Maybe the one in Hell asks for specific dates, credit card numbers, etc.
And note that the one for Heaven is on a clipboard. The one in Hell is on-line, which sounds much better — they don't have a box of golf pencils on the counter — until you notice that the bar at the top which tells how far you've gotten in the process is calibrated for Eternity and never actually moves.

And, speaking of infernal systems, I'm not convinced Keef understands how the business works.
Regular printer companies don't sell printers. They sell ink. The printers are simply the tools with which people piss away the ink so that they need to buy more.
Similarly, I would assume that 3D printer companies are in the business of selling … goop. Whatever you call the plastic stuff that goes in them.
Nobody in a Gold Rush gets rich by finding gold. The guys who get rich in a Gold Rush do so by selling shovels and maps.

And, in today's Buckets, Greg Cravens suggests that you can simply figure it all out from the comfort of your Barcalounger, if you apply a little thought to what you're seeing.
And, y'know, strip away all the fun, romance and intrigue.
There should be a Spoilsport Index, with simple practicality — the money is in the goop, not the printer — at the bottom, and true, nasty spoilsporting like this much closer to the top.
Then again, there is spoilsporting and there is media literacy, and, while you don't have to blurt out the truth about Santa and the Easter Bunny as soon as they enter your kid's consciousness, there is a point where you have to set the little tyke straight, for his own future and that of the nation.

Particularly when, as today's Andertoons suggests, there are so many predators poised to exploit your kids, and you.
A few Paperbag Princesses and Fiona Shreks sneak through the net, but there is a huge industry based on the idea that you can still have all the fantasy benefits of being beautiful and privileged and superficially special, as long as you maintain that cocked-eyebrow consciousness with which Pixar artists offset the insipid generic sameness of their female characters.
There was, initially, a lot of fury when feminism was co-opted by Virginia Slims, though it seemed equally divided over the preservation of the super-skinny super-model image, the encouragement to tempt cancer and the trivialization of women's history.
We seem to have gotten over it.

We've gotten over a lot of things that required you to look behind the curtain.
Donald Trump has been repeatedly attacked for having taken a student deferment when he was a student, which, at the time, was simply what about a third of young men in that age group did but which now turns out to have been draft-dodging.
That would likely come as news to the many who, following graduation, went into the armed forces and served, like Lt.
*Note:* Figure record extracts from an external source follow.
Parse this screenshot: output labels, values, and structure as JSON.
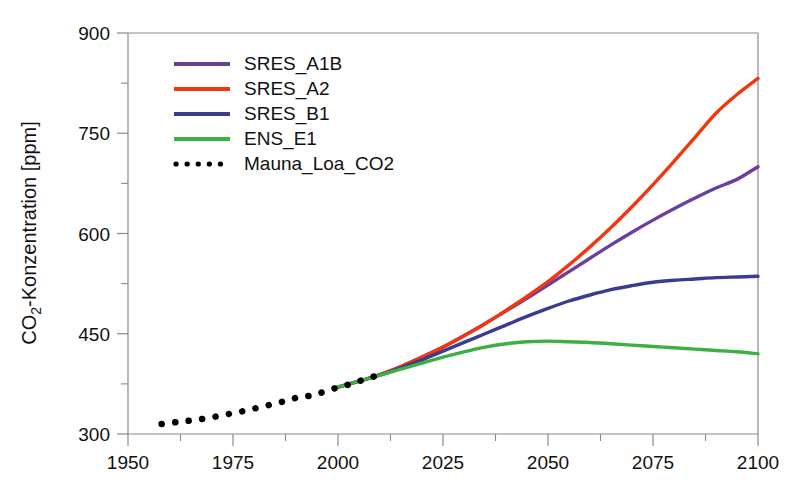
{
  "chart_data": {
    "type": "line",
    "title": "",
    "subtitle": "",
    "xlabel": "",
    "ylabel": "CO2-Konzentration [ppm]",
    "ylabel_prefix": "CO",
    "ylabel_subscript": "2",
    "ylabel_suffix": "-Konzentration [ppm]",
    "xlim": [
      1950,
      2100
    ],
    "ylim": [
      300,
      900
    ],
    "x_ticks": [
      1950,
      1975,
      2000,
      2025,
      2050,
      2075,
      2100
    ],
    "x_tick_labels": [
      "1950",
      "1975",
      "2000",
      "2025",
      "2050",
      "2075",
      "2100"
    ],
    "x_minor_ticks": [
      1962.5,
      1987.5,
      2012.5,
      2037.5,
      2062.5,
      2087.5
    ],
    "y_ticks": [
      300,
      450,
      600,
      750,
      900
    ],
    "y_tick_labels": [
      "300",
      "450",
      "600",
      "750",
      "900"
    ],
    "y_minor_ticks": [
      375,
      525,
      675,
      825
    ],
    "grid": false,
    "legend_position": "top-left",
    "series": [
      {
        "name": "SRES_A1B",
        "color": "#6B3FA0",
        "style": "solid",
        "x": [
          2000,
          2005,
          2010,
          2015,
          2020,
          2025,
          2030,
          2035,
          2040,
          2045,
          2050,
          2055,
          2060,
          2065,
          2070,
          2075,
          2080,
          2085,
          2090,
          2095,
          2100
        ],
        "values": [
          370,
          379,
          389,
          401,
          415,
          430,
          447,
          465,
          484,
          503,
          523,
          543,
          563,
          583,
          602,
          620,
          637,
          653,
          668,
          681,
          700
        ]
      },
      {
        "name": "SRES_A2",
        "color": "#F0370F",
        "style": "solid",
        "x": [
          2000,
          2005,
          2010,
          2015,
          2020,
          2025,
          2030,
          2035,
          2040,
          2045,
          2050,
          2055,
          2060,
          2065,
          2070,
          2075,
          2080,
          2085,
          2090,
          2095,
          2100
        ],
        "values": [
          370,
          379,
          389,
          401,
          415,
          430,
          447,
          465,
          485,
          506,
          528,
          553,
          580,
          609,
          640,
          673,
          708,
          744,
          780,
          808,
          832
        ]
      },
      {
        "name": "SRES_B1",
        "color": "#3B3B8F",
        "style": "solid",
        "x": [
          2000,
          2005,
          2010,
          2015,
          2020,
          2025,
          2030,
          2035,
          2040,
          2045,
          2050,
          2055,
          2060,
          2065,
          2070,
          2075,
          2080,
          2085,
          2090,
          2095,
          2100
        ],
        "values": [
          370,
          379,
          388,
          399,
          411,
          424,
          437,
          450,
          463,
          476,
          488,
          499,
          508,
          516,
          522,
          527,
          530,
          532,
          534,
          535,
          536
        ]
      },
      {
        "name": "ENS_E1",
        "color": "#3CB043",
        "style": "solid",
        "x": [
          2000,
          2005,
          2010,
          2015,
          2020,
          2025,
          2030,
          2035,
          2040,
          2045,
          2050,
          2055,
          2060,
          2065,
          2070,
          2075,
          2080,
          2085,
          2090,
          2095,
          2100
        ],
        "values": [
          370,
          379,
          388,
          397,
          406,
          415,
          423,
          430,
          435,
          438,
          439,
          438,
          437,
          435,
          433,
          431,
          429,
          427,
          425,
          423,
          420
        ]
      },
      {
        "name": "Mauna_Loa_CO2",
        "color": "#000000",
        "style": "dotted",
        "x": [
          1958,
          1962,
          1966,
          1970,
          1974,
          1978,
          1982,
          1986,
          1990,
          1994,
          1998,
          2002,
          2006,
          2010
        ],
        "values": [
          315,
          318,
          321,
          325,
          330,
          335,
          341,
          347,
          354,
          358,
          366,
          373,
          381,
          389
        ]
      }
    ]
  },
  "legend": {
    "items": [
      {
        "label": "SRES_A1B",
        "color": "#6B3FA0",
        "style": "solid"
      },
      {
        "label": "SRES_A2",
        "color": "#F0370F",
        "style": "solid"
      },
      {
        "label": "SRES_B1",
        "color": "#3B3B8F",
        "style": "solid"
      },
      {
        "label": "ENS_E1",
        "color": "#3CB043",
        "style": "solid"
      },
      {
        "label": "Mauna_Loa_CO2",
        "color": "#000000",
        "style": "dotted"
      }
    ]
  }
}
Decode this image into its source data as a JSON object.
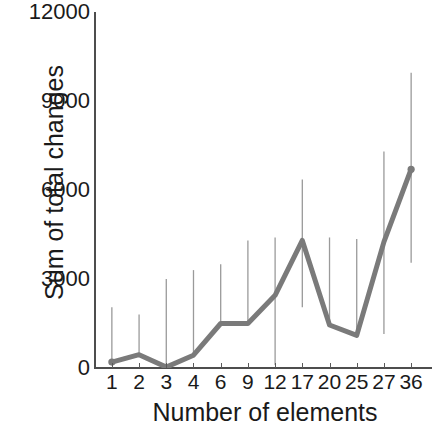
{
  "chart_data": {
    "type": "line",
    "title": "",
    "xlabel": "Number of elements",
    "ylabel": "Sum of total changes",
    "categories": [
      "1",
      "2",
      "3",
      "4",
      "6",
      "9",
      "12",
      "17",
      "20",
      "25",
      "27",
      "36"
    ],
    "values": [
      200,
      450,
      30,
      430,
      1500,
      1500,
      2450,
      4300,
      1450,
      1100,
      4250,
      6700
    ],
    "error_upper": [
      2050,
      1800,
      3000,
      3300,
      3500,
      4300,
      4400,
      6350,
      4400,
      4350,
      7300,
      9950
    ],
    "error_lower": [
      200,
      450,
      30,
      430,
      1500,
      1500,
      100,
      2050,
      1450,
      1100,
      1150,
      3550
    ],
    "ylim": [
      0,
      12000
    ],
    "yticks": [
      0,
      3000,
      6000,
      9000,
      12000
    ],
    "ytick_labels": [
      "0",
      "3000",
      "6000",
      "9000",
      "12000"
    ],
    "grid": false,
    "legend": null,
    "series_color": "#7a7a7a",
    "errorbar_color": "#9a9a9a",
    "axis_color": "#4d4d4d",
    "text_color": "#1a1a1a",
    "marker": "circle"
  }
}
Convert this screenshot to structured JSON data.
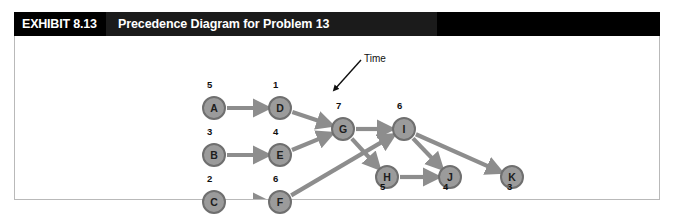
{
  "header": {
    "tag": "EXHIBIT 8.13",
    "title": "Precedence Diagram for Problem 13"
  },
  "annotation": {
    "time_label": "Time"
  },
  "colors": {
    "header_bar": "#111111",
    "header_tag_bg": "#000000",
    "header_title_bg": "#1b1b1b",
    "node_fill": "#9b9b9b",
    "node_stroke": "#6f6f6f",
    "edge": "#8d8d8d",
    "border": "#b9b9b9",
    "text": "#101010"
  },
  "chart_data": {
    "type": "diagram",
    "title": "Precedence Diagram for Problem 13",
    "node_label_meaning": "Time",
    "nodes": [
      {
        "id": "A",
        "label": "A",
        "duration": 5,
        "x": 187,
        "y": 60,
        "dur_x": 192,
        "dur_y": 43
      },
      {
        "id": "B",
        "label": "B",
        "duration": 3,
        "x": 187,
        "y": 107,
        "dur_x": 192,
        "dur_y": 90
      },
      {
        "id": "C",
        "label": "C",
        "duration": 2,
        "x": 187,
        "y": 154,
        "dur_x": 192,
        "dur_y": 137
      },
      {
        "id": "D",
        "label": "D",
        "duration": 1,
        "x": 253,
        "y": 60,
        "dur_x": 258,
        "dur_y": 43
      },
      {
        "id": "E",
        "label": "E",
        "duration": 4,
        "x": 253,
        "y": 107,
        "dur_x": 258,
        "dur_y": 90
      },
      {
        "id": "F",
        "label": "F",
        "duration": 6,
        "x": 253,
        "y": 154,
        "dur_x": 258,
        "dur_y": 137
      },
      {
        "id": "G",
        "label": "G",
        "duration": 7,
        "x": 316,
        "y": 81,
        "dur_x": 321,
        "dur_y": 64
      },
      {
        "id": "H",
        "label": "H",
        "duration": 5,
        "x": 360,
        "y": 129,
        "dur_x": 365,
        "dur_y": 145
      },
      {
        "id": "I",
        "label": "I",
        "duration": 6,
        "x": 377,
        "y": 81,
        "dur_x": 382,
        "dur_y": 64
      },
      {
        "id": "J",
        "label": "J",
        "duration": 4,
        "x": 423,
        "y": 129,
        "dur_x": 428,
        "dur_y": 145
      },
      {
        "id": "K",
        "label": "K",
        "duration": 3,
        "x": 485,
        "y": 129,
        "dur_x": 492,
        "dur_y": 145
      }
    ],
    "edges": [
      {
        "from": "A",
        "to": "D"
      },
      {
        "from": "B",
        "to": "E"
      },
      {
        "from": "C",
        "to": "F"
      },
      {
        "from": "D",
        "to": "G"
      },
      {
        "from": "E",
        "to": "G"
      },
      {
        "from": "G",
        "to": "I"
      },
      {
        "from": "G",
        "to": "H"
      },
      {
        "from": "F",
        "to": "I"
      },
      {
        "from": "H",
        "to": "J"
      },
      {
        "from": "I",
        "to": "J"
      },
      {
        "from": "I",
        "to": "K"
      }
    ]
  }
}
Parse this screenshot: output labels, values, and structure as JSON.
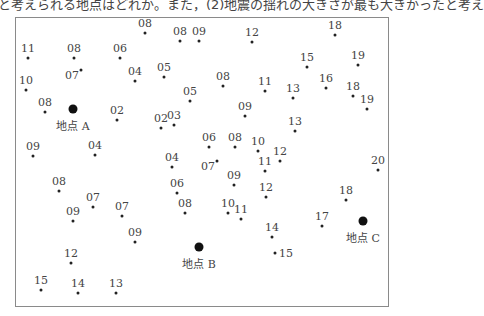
{
  "caption": "と考えられる地点はどれか。また，(2)地震の揺れの大きさが最も大きかったと考え",
  "map": {
    "frame": {
      "left": 15,
      "top": 17,
      "right": 389,
      "bottom": 307
    },
    "sites": [
      {
        "name": "地点 A",
        "x": 73,
        "y": 109
      },
      {
        "name": "地点 B",
        "x": 199,
        "y": 247
      },
      {
        "name": "地点 C",
        "x": 363,
        "y": 221
      }
    ],
    "points": [
      {
        "v": "08",
        "x": 145,
        "y": 33
      },
      {
        "v": "08",
        "x": 180,
        "y": 41
      },
      {
        "v": "09",
        "x": 199,
        "y": 41
      },
      {
        "v": "12",
        "x": 252,
        "y": 42
      },
      {
        "v": "18",
        "x": 335,
        "y": 35
      },
      {
        "v": "11",
        "x": 28,
        "y": 58
      },
      {
        "v": "08",
        "x": 74,
        "y": 58
      },
      {
        "v": "06",
        "x": 120,
        "y": 58
      },
      {
        "v": "07",
        "x": 81,
        "y": 70,
        "pos": "left"
      },
      {
        "v": "04",
        "x": 135,
        "y": 81
      },
      {
        "v": "05",
        "x": 164,
        "y": 77
      },
      {
        "v": "15",
        "x": 307,
        "y": 67
      },
      {
        "v": "19",
        "x": 358,
        "y": 65
      },
      {
        "v": "10",
        "x": 26,
        "y": 90
      },
      {
        "v": "08",
        "x": 223,
        "y": 86
      },
      {
        "v": "11",
        "x": 265,
        "y": 91
      },
      {
        "v": "16",
        "x": 326,
        "y": 88
      },
      {
        "v": "13",
        "x": 293,
        "y": 98
      },
      {
        "v": "18",
        "x": 353,
        "y": 96
      },
      {
        "v": "05",
        "x": 190,
        "y": 101
      },
      {
        "v": "19",
        "x": 367,
        "y": 109
      },
      {
        "v": "08",
        "x": 45,
        "y": 112
      },
      {
        "v": "02",
        "x": 117,
        "y": 120
      },
      {
        "v": "09",
        "x": 245,
        "y": 116
      },
      {
        "v": "02",
        "x": 161,
        "y": 128
      },
      {
        "v": "03",
        "x": 174,
        "y": 125
      },
      {
        "v": "13",
        "x": 295,
        "y": 131
      },
      {
        "v": "09",
        "x": 33,
        "y": 156
      },
      {
        "v": "04",
        "x": 95,
        "y": 155
      },
      {
        "v": "06",
        "x": 209,
        "y": 147
      },
      {
        "v": "08",
        "x": 235,
        "y": 147
      },
      {
        "v": "10",
        "x": 258,
        "y": 151
      },
      {
        "v": "12",
        "x": 280,
        "y": 161
      },
      {
        "v": "11",
        "x": 265,
        "y": 171
      },
      {
        "v": "20",
        "x": 378,
        "y": 170
      },
      {
        "v": "04",
        "x": 172,
        "y": 167
      },
      {
        "v": "07",
        "x": 217,
        "y": 161,
        "pos": "left"
      },
      {
        "v": "09",
        "x": 234,
        "y": 185
      },
      {
        "v": "08",
        "x": 59,
        "y": 191
      },
      {
        "v": "06",
        "x": 177,
        "y": 193
      },
      {
        "v": "12",
        "x": 266,
        "y": 197
      },
      {
        "v": "18",
        "x": 346,
        "y": 200
      },
      {
        "v": "07",
        "x": 93,
        "y": 207
      },
      {
        "v": "07",
        "x": 122,
        "y": 216
      },
      {
        "v": "09",
        "x": 73,
        "y": 221
      },
      {
        "v": "08",
        "x": 185,
        "y": 213
      },
      {
        "v": "10",
        "x": 228,
        "y": 213
      },
      {
        "v": "11",
        "x": 241,
        "y": 219
      },
      {
        "v": "17",
        "x": 322,
        "y": 226
      },
      {
        "v": "09",
        "x": 135,
        "y": 242
      },
      {
        "v": "14",
        "x": 272,
        "y": 237
      },
      {
        "v": "15",
        "x": 275,
        "y": 253,
        "pos": "right"
      },
      {
        "v": "12",
        "x": 71,
        "y": 263
      },
      {
        "v": "15",
        "x": 41,
        "y": 290
      },
      {
        "v": "14",
        "x": 78,
        "y": 293
      },
      {
        "v": "13",
        "x": 116,
        "y": 293
      }
    ]
  }
}
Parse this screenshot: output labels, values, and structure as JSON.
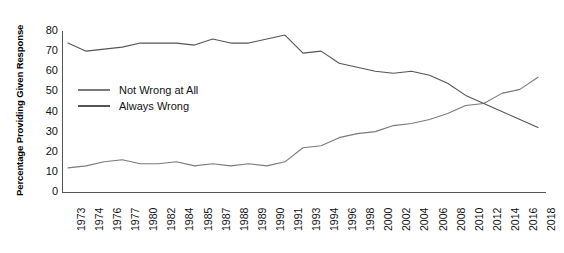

Jeff Danziger who racked up a Bronze Star and an Air Medal in Vietnam.
And who might possibly have given Trump a pass on the Bad History issue of "taking four student deferments" if the damn fool had simply kept his mouth shut.
Someone once said of Andrew Jackson that, when ol' Andy talks about hangin', you'd better start lookin' for rope. Well, when the topic is Vietnam, don't expect to get a lot of slack from Jeff Danziger.
Juxtaposition of the Today I Settle All Family Business
Today's comics section seems to include a lot of clean-up work and clearing of decks over at King Features.
Probably a good time to add some strips to your daily menu, since renewal appears to be on the not-too-distant horizon for this crew and who knows what other strips?